"I can't, Pat dear; I promised him," I muttered. "But it was nothing disgraceful."
"Disgraceful!" she cried proudly. "Jerry, and anything disgraceful. Oh, my God! Winkle dear," and she broke down utterly, "do you remember the waltz they were playing that day—'Destiny'?"
And then I went. Whether that wonderful woman's intuition has told her something of what happened, I know not. But yesterday morning I got a letter from the Colonel saying that Jerry had chucked his life away, saving a wounded man. And this morning she will have seen it in the papers.

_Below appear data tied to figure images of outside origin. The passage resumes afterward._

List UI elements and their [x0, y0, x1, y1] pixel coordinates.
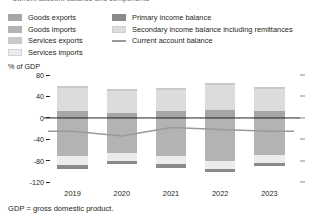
- bar-segment[interactable]: [57, 165, 88, 169]
- plot-canvas: 80400-40-80-120: [48, 75, 294, 182]
- y-axis-tick-mark: [46, 160, 50, 161]
- x-axis-tick-label: 2023: [261, 189, 277, 198]
- y-axis-tick-mark: [46, 182, 50, 183]
- bar-segment[interactable]: [254, 89, 285, 111]
- y-axis-tick: 80: [36, 71, 44, 80]
- bar-segment[interactable]: [57, 118, 88, 157]
- y-axis-tick-mark-right: [300, 96, 305, 97]
- color-swatch-icon: [8, 14, 22, 21]
- legend-label: Goods exports: [28, 14, 76, 21]
- bar-group[interactable]: [57, 75, 88, 182]
- x-axis-tick-label: 2019: [64, 189, 80, 198]
- x-axis-tick-label: 2022: [212, 189, 228, 198]
- y-axis-tick: -120: [30, 178, 44, 187]
- y-axis-tick-mark-right: [300, 75, 305, 76]
- bar-segment[interactable]: [205, 85, 236, 110]
- bar-segment[interactable]: [254, 87, 285, 89]
- color-swatch-icon: [8, 49, 22, 56]
- legend-label: Services imports: [28, 49, 83, 56]
- color-swatch-icon: [8, 37, 22, 44]
- bar-segment[interactable]: [156, 118, 187, 157]
- bar-segment[interactable]: [254, 163, 285, 166]
- bar-group[interactable]: [254, 75, 285, 182]
- line-swatch-icon: [112, 37, 126, 44]
- legend-item-secondary-income-balance: Secondary income balance including remit…: [112, 24, 293, 36]
- bar-group[interactable]: [156, 75, 187, 182]
- legend-label: Current account balance: [132, 37, 213, 44]
- y-axis-tick-mark: [46, 75, 50, 76]
- legend-label: Goods imports: [28, 26, 76, 33]
- y-axis-tick: -40: [34, 135, 44, 144]
- bar-segment[interactable]: [107, 91, 138, 113]
- legend-column-left: Goods exports Goods imports Services exp…: [8, 12, 83, 58]
- bar-segment[interactable]: [156, 88, 187, 90]
- y-axis-tick-mark-right: [300, 117, 305, 118]
- bar-segment[interactable]: [57, 88, 88, 112]
- y-axis-tick: 40: [36, 92, 44, 101]
- bar-segment[interactable]: [205, 83, 236, 85]
- y-axis-tick-mark-right: [300, 160, 305, 161]
- bar-segment[interactable]: [205, 161, 236, 169]
- legend-item-services-exports: Services exports: [8, 35, 83, 47]
- y-axis-tick-mark-right: [300, 139, 305, 140]
- x-axis-tick-label: 2021: [163, 189, 179, 198]
- color-swatch-icon: [112, 14, 126, 21]
- bar-segment[interactable]: [57, 156, 88, 165]
- legend-item-primary-income-balance: Primary income balance: [112, 12, 293, 24]
- bar-segment[interactable]: [205, 118, 236, 161]
- chart-plot-area: % of GDP 80400-40-80-120 201920202021202…: [0, 62, 318, 202]
- bar-layer: [48, 75, 294, 182]
- bar-segment[interactable]: [107, 153, 138, 160]
- legend-label: Secondary income balance including remit…: [132, 26, 293, 33]
- y-axis-tick-mark: [46, 139, 50, 140]
- bar-segment[interactable]: [57, 86, 88, 88]
- y-axis-tick-mark-right: [300, 182, 305, 183]
- color-swatch-icon: [112, 26, 126, 33]
- y-axis-tick: -80: [34, 156, 44, 165]
- color-swatch-icon: [8, 26, 22, 33]
- legend-label: Services exports: [28, 37, 83, 44]
- legend-column-right: Primary income balance Secondary income …: [112, 12, 293, 47]
- legend-item-current-account-balance: Current account balance: [112, 35, 293, 47]
- legend-item-goods-exports: Goods exports: [8, 12, 83, 24]
- bar-segment[interactable]: [254, 118, 285, 155]
- bar-segment[interactable]: [107, 161, 138, 164]
- x-axis-tick-label: 2020: [114, 189, 130, 198]
- bar-segment[interactable]: [107, 118, 138, 153]
- legend-label: Primary income balance: [132, 14, 211, 21]
- x-axis-labels: 20192020202120222023: [48, 189, 294, 201]
- chart-legend: Goods exports Goods imports Services exp…: [8, 12, 310, 60]
- bar-segment[interactable]: [107, 89, 138, 90]
- chart-title: Current account balance and components: [12, 0, 149, 3]
- bar-segment[interactable]: [156, 156, 187, 164]
- legend-item-services-imports: Services imports: [8, 47, 83, 59]
- bar-segment[interactable]: [254, 155, 285, 162]
- bar-segment[interactable]: [205, 169, 236, 173]
- bar-group[interactable]: [205, 75, 236, 182]
- chart-footnote: GDP = gross domestic product.: [8, 204, 114, 213]
- zero-axis-line: [44, 117, 300, 118]
- bar-segment[interactable]: [156, 90, 187, 111]
- y-axis-tick-mark: [46, 96, 50, 97]
- bar-group[interactable]: [107, 75, 138, 182]
- bar-segment[interactable]: [156, 164, 187, 167]
- legend-item-goods-imports: Goods imports: [8, 24, 83, 36]
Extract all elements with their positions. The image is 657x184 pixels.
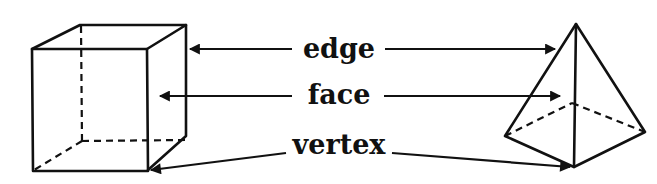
label-vertex: vertex: [292, 129, 387, 160]
label-face: face: [308, 79, 371, 110]
geometry-diagram: edge face vertex: [0, 0, 657, 184]
label-edge: edge: [303, 33, 375, 64]
cube-shape: [32, 25, 186, 171]
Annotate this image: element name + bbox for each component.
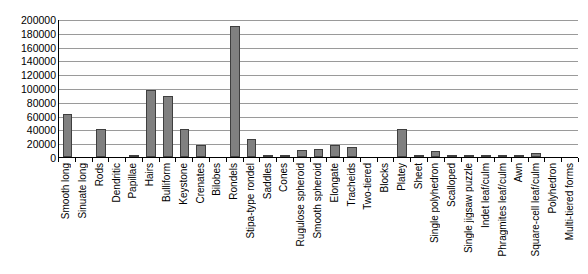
x-tick bbox=[410, 158, 411, 162]
x-axis-category-label: Papillae bbox=[128, 163, 138, 199]
y-tick-label: 60000 bbox=[27, 111, 56, 122]
y-tick-label: 180000 bbox=[21, 29, 56, 40]
bar[interactable] bbox=[447, 155, 457, 157]
x-axis-labels: Smooth longSinuate longRodsDendriticPapi… bbox=[58, 163, 578, 273]
bar[interactable] bbox=[247, 139, 257, 157]
x-label-slot: Platey bbox=[393, 163, 410, 273]
bar[interactable] bbox=[129, 155, 139, 157]
bar-slot bbox=[126, 20, 143, 157]
x-axis-category-label: Indet leaf/culm bbox=[481, 163, 491, 228]
bar[interactable] bbox=[464, 155, 474, 157]
x-tick bbox=[360, 158, 361, 162]
bar-slot bbox=[461, 20, 478, 157]
x-axis-category-label: Scalloped bbox=[447, 163, 457, 207]
x-axis-category-label: Stipa-type rondel bbox=[246, 163, 256, 239]
x-axis-category-label: Blocks bbox=[380, 163, 390, 192]
x-label-slot: Elongate bbox=[326, 163, 343, 273]
x-label-slot: Stipa-type rondel bbox=[243, 163, 260, 273]
x-axis-ticks bbox=[58, 158, 578, 162]
bar[interactable] bbox=[63, 114, 73, 157]
x-label-slot: Smooth spheroid bbox=[310, 163, 327, 273]
x-label-slot: Hairs bbox=[142, 163, 159, 273]
x-tick bbox=[108, 158, 109, 162]
bar[interactable] bbox=[180, 129, 190, 157]
y-tick-label: 40000 bbox=[27, 125, 56, 136]
x-label-slot: Tracheids bbox=[343, 163, 360, 273]
bar-slot bbox=[143, 20, 160, 157]
bar[interactable] bbox=[514, 155, 524, 157]
x-axis-category-label: Rugulose spheroid bbox=[296, 163, 306, 246]
bar-slot bbox=[343, 20, 360, 157]
bar-slot bbox=[494, 20, 511, 157]
bar[interactable] bbox=[397, 129, 407, 157]
bar[interactable] bbox=[230, 26, 240, 157]
bar[interactable] bbox=[481, 155, 491, 157]
bar[interactable] bbox=[163, 96, 173, 157]
bar[interactable] bbox=[146, 90, 156, 157]
bar-slot bbox=[327, 20, 344, 157]
bar[interactable] bbox=[297, 150, 307, 157]
x-axis-category-label: Rods bbox=[95, 163, 105, 186]
bar[interactable] bbox=[330, 145, 340, 157]
plot-area bbox=[58, 20, 578, 158]
x-tick bbox=[58, 158, 59, 162]
bar[interactable] bbox=[531, 153, 541, 157]
x-tick bbox=[477, 158, 478, 162]
bar-slot bbox=[76, 20, 93, 157]
x-tick bbox=[142, 158, 143, 162]
bar[interactable] bbox=[347, 147, 357, 157]
bar[interactable] bbox=[414, 155, 424, 157]
bar-slot bbox=[92, 20, 109, 157]
x-label-slot: Rugulose spheroid bbox=[293, 163, 310, 273]
bar[interactable] bbox=[314, 149, 324, 157]
x-tick bbox=[75, 158, 76, 162]
x-tick bbox=[561, 158, 562, 162]
x-tick bbox=[461, 158, 462, 162]
x-tick bbox=[125, 158, 126, 162]
x-label-slot: Square-cell leaf/culm bbox=[528, 163, 545, 273]
x-label-slot: Rods bbox=[92, 163, 109, 273]
y-tick-label: 80000 bbox=[27, 98, 56, 109]
x-tick bbox=[427, 158, 428, 162]
x-tick bbox=[544, 158, 545, 162]
x-tick bbox=[276, 158, 277, 162]
x-tick bbox=[293, 158, 294, 162]
y-tick-label: 0 bbox=[50, 153, 56, 164]
y-tick-label: 140000 bbox=[21, 56, 56, 67]
bar[interactable] bbox=[96, 129, 106, 157]
x-label-slot: Saddles bbox=[259, 163, 276, 273]
bar[interactable] bbox=[263, 155, 273, 157]
bar-slot bbox=[176, 20, 193, 157]
x-axis-category-label: Smooth long bbox=[61, 163, 71, 219]
bar-slot bbox=[477, 20, 494, 157]
x-label-slot: Multi-tiered forms bbox=[561, 163, 578, 273]
x-label-slot: Indet leaf/culm bbox=[477, 163, 494, 273]
y-tick-label: 20000 bbox=[27, 139, 56, 150]
bar-slot bbox=[310, 20, 327, 157]
x-tick bbox=[444, 158, 445, 162]
x-tick bbox=[343, 158, 344, 162]
bar-slot bbox=[109, 20, 126, 157]
bar-slot bbox=[210, 20, 227, 157]
x-label-slot: Keystone bbox=[175, 163, 192, 273]
bar-slot bbox=[394, 20, 411, 157]
y-axis: 2000001800001600001400001200001000008000… bbox=[0, 0, 56, 274]
x-tick bbox=[259, 158, 260, 162]
bar-slot bbox=[444, 20, 461, 157]
bar-slot bbox=[561, 20, 578, 157]
x-label-slot: Sheet bbox=[410, 163, 427, 273]
bar-series bbox=[59, 20, 578, 157]
x-axis-category-label: Square-cell leaf/culm bbox=[531, 163, 541, 256]
bar-slot bbox=[293, 20, 310, 157]
x-label-slot: Single jigsaw puzzle bbox=[461, 163, 478, 273]
bar[interactable] bbox=[280, 155, 290, 157]
x-label-slot: Smooth long bbox=[58, 163, 75, 273]
bar-slot bbox=[260, 20, 277, 157]
y-tick-label: 120000 bbox=[21, 70, 56, 81]
bar[interactable] bbox=[431, 151, 441, 157]
x-label-slot: Bilobes bbox=[209, 163, 226, 273]
x-label-slot: Blocks bbox=[377, 163, 394, 273]
bar[interactable] bbox=[196, 145, 206, 157]
bar[interactable] bbox=[498, 155, 508, 157]
x-axis-category-label: Sheet bbox=[414, 163, 424, 189]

God help you, Pat, my dear.
CHAPTER V
JIM BRENT'S V.C.
If you pass through the Menin-Gate at Ypres, and walk up the slight rise that lies on the other side of the moat, you will come to the parting of the ways. You will at the same time come to a spot of unprepossessing aspect, whose chief claim to notoriety lies in its shell-holes and broken-down houses. If you keep straight on you will in time come to the little village of Potige; if you turn to the right you will eventually arrive at Hooge. In either case you will wish you hadn't.
Before the war these two roads—which join about two hundred yards east of the rampart walls of Ypres—were adorned with a fair number of houses. They were of that stucco type which one frequently sees in England spreading out along the roads that lead to a largish town. Generally there is one of unusually revolting aspect that stands proudly by itself a hundred yards or so from the common herd and enclosed in a stuccoesque wall. And there my knowledge of the type in England ends.